Bleeding, from hands and feet and side and eyes and eyes and eyes and eyes and eyes and eyes and eyes and eyes and eyes.
The back of someone's fingers against his arm caught his attention, careful in the way that only came with concern. "Are you alright?"
Sam glanced over to find Matt standing next to him. "Yeah," he said quickly.
No hint of recognition in Matt's face or posture. He really didn't remember. Sam couldn't bring himself to meet his eyes, even though Matt wouldn't have been able to tell.
"You seem anxious," Matt said carefully, and Sam knew he could hear his rapid heartbeat. He tightened his grip on the back of the bench and inhaled the smell of woodsy citrusy whatever. His vision was swimming in the stained-glass light, narrowing and darkening.
Maybe he was cursed. He'd made a deal with the Beast. The devil, little d. He'd abandoned his post in Japan. Been led astray, Tenfingers would have said. Being on holy ground, after that -- it was a miracle that his eyes hadn't been burned out of his skull. That he hadn't been struck down.
It could still happen. It would. He was going to die. He--
"--should sit," Matt was saying. "We can sit in this pew here, or we can go outside, if you'd be more comfortable that way."
Sam offered Matt his elbow, like he'd done a thousand times working in the DA's office half a lifetime ago, and Matt took it.

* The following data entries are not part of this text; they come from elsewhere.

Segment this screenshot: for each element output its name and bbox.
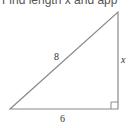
triangle-shape bbox=[10, 12, 118, 109]
vertical-side-label: x bbox=[120, 54, 126, 65]
right-angle-marker bbox=[111, 102, 118, 109]
base-label: 6 bbox=[60, 113, 65, 124]
hypotenuse-label: 8 bbox=[54, 51, 59, 62]
right-triangle-diagram: 8 x 6 bbox=[0, 0, 130, 128]
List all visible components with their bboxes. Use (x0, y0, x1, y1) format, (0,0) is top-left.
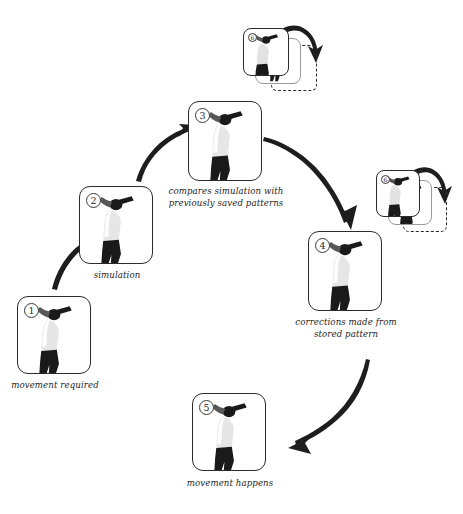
step-caption-1: movement required (2, 380, 108, 392)
step-caption-4: corrections made from stored pattern (290, 317, 402, 340)
memory-card-front-right[interactable]: 6 (376, 170, 420, 217)
memory-card-front-top[interactable]: 6 (243, 28, 289, 76)
step-badge-1: 1 (24, 303, 39, 318)
step-caption-5: movement happens (174, 478, 286, 490)
step-card-1[interactable]: 1 (17, 296, 91, 374)
step-badge-3: 3 (195, 108, 210, 123)
memory-badge-top: 6 (248, 33, 257, 42)
step-card-3[interactable]: 3 (188, 101, 262, 181)
step-badge-4: 4 (315, 238, 330, 253)
flow-diagram: 6 (0, 0, 463, 514)
step-badge-5: 5 (199, 400, 214, 415)
memory-badge-right: 6 (381, 175, 390, 184)
step-card-5[interactable]: 5 (192, 393, 266, 471)
step-caption-3: compares simulation with previously save… (167, 186, 285, 209)
arrow-4-to-5 (288, 359, 370, 454)
step-caption-2: simulation (64, 270, 170, 282)
arrow-3-to-4 (263, 137, 357, 230)
step-card-2[interactable]: 2 (79, 186, 153, 264)
arrow-2-to-3 (136, 124, 196, 182)
step-badge-2: 2 (86, 193, 101, 208)
step-card-4[interactable]: 4 (308, 231, 382, 311)
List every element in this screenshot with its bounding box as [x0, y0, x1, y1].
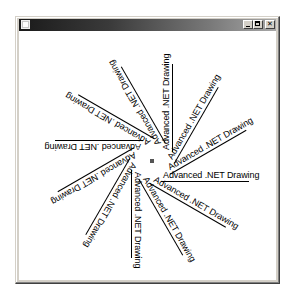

Matt didn't need a sighted guide, not with his radar sense and his extensive training, and certainly not with the white cane in his other hand. But the slight pressure on Sam's arm was familiar, almost comforting, as they made their way out of the church.
He managed to make it to the base of the church steps before his legs gave out and he dropped onto the bottom stair. Matt, seemingly unsurprised, let go of his elbow and sat down next to him.
"Breathe," he told Sam. "In through your nose and out through your mouth."
Sam breathed.
"Slower," Matt added after a moment. "You're alright."
Sam rested his elbows on his knees and tried to breathe more slowly. The concrete was solid, and the traffic from the street was only faintly muted by the ringing in his ears, and Matt's hand was on his shoulder just like it had always been in the aftermath of the worst moments of his life. His mother's death. Losing his eyes. His deal with the Beast for Muse's death.
He was alive. Matt was alive.
He kept his head down, not wanting to catch a glimpse of the clerical collar. He could pretend for a little longer that nothing had happened. That he'd never gone to Japan and Matt had never died and Elektra had never appeared in Chinatown to tell him.
"Do you want to talk about it?"
"God, no," Sam said before he could stop himself. "Sorry."
"It's okay," Matt replied, and Sam could hear the amusement in his voice. "I don't mind. I'm Father Matthew."
Father Matthew. He wasn't touching that right now. "Sam."
"How are you feeling, Sam?"
He shrugged, careful not to displace Matt's hand. "Better, I guess."
"Do you want to call someone, maybe?"
Until a few months ago, he would have called Matt. The irony was not lost on him. "Nah. I just need a minute or two."
Matt nodded and adjusted so he was perched more comfortably on the step next to Sam. "Take your time."
"Aren't you supposed to be doing priest stuff?"
It was Matt's turn to shrug. "I think God will understand."